Lively and Funny Moments of a Boring Subject

in 27th Montreal World Film Festival

by Esin Kücüktepepinar

What do you expect from a short film? That it be short, of course! You expect it to tell its story – whether complex or not – using the narrative techniques and visual language of cinema in an efficient and striking manner, and to surprise you once more with an idea which has prevailed since the very first artifacts of cinematic expression: perfection is concealed and also embedded in plainness.

Life and Death of a Boring Moment (Vie et mort d’un instant d’ennui) does all of these things. French short filmmaker Patrick Bossard tells a very simple story: the film opens with an actor (Patrick Pierron) and an actress (Anne Pourbaix) sitting at a table. Their performance of boring dialogue is interrupted by the intrusion, through the window behind them, of a gunman. They turn out to be actors doing a take of a scene in a film; and unfortunately for the actor being assaulted, he is also the director, whose previous film the intruder has seen and hated. And the funny moments immediately start with the intruder’s questions about that pretentious film and how painful it was to watch it, how it tortured the audience like a bad dream, etc. With this simple plot, Life and Death of a Boring Moment is interesting for its self-aware charm and its clever tweaking of art-house clichés, which is why we of the FIPRESCI jury gave it our short-film award.

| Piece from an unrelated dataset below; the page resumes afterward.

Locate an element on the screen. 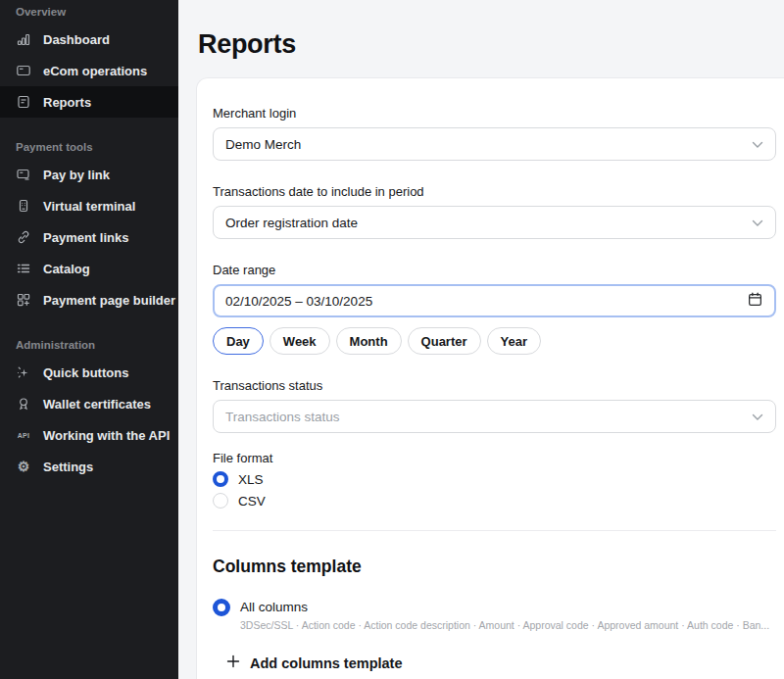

42 years old director Patrick Bossard, who is known mainly for such brilliant short films as Banco (1999) and Hôtel Paradise (2001), wrote and directed Life and Death of a Boring Moment. He gives the juicy part of the intruder to the French actor, comedian and singer Yamin Dib, who makes the lines funnier than they are written. And the five-minute-long (!) Life and Death of a Boring Moment ends with the director’s cry: “Cut!” With a good script and fine performances, director Bossard does not need to do “another take”.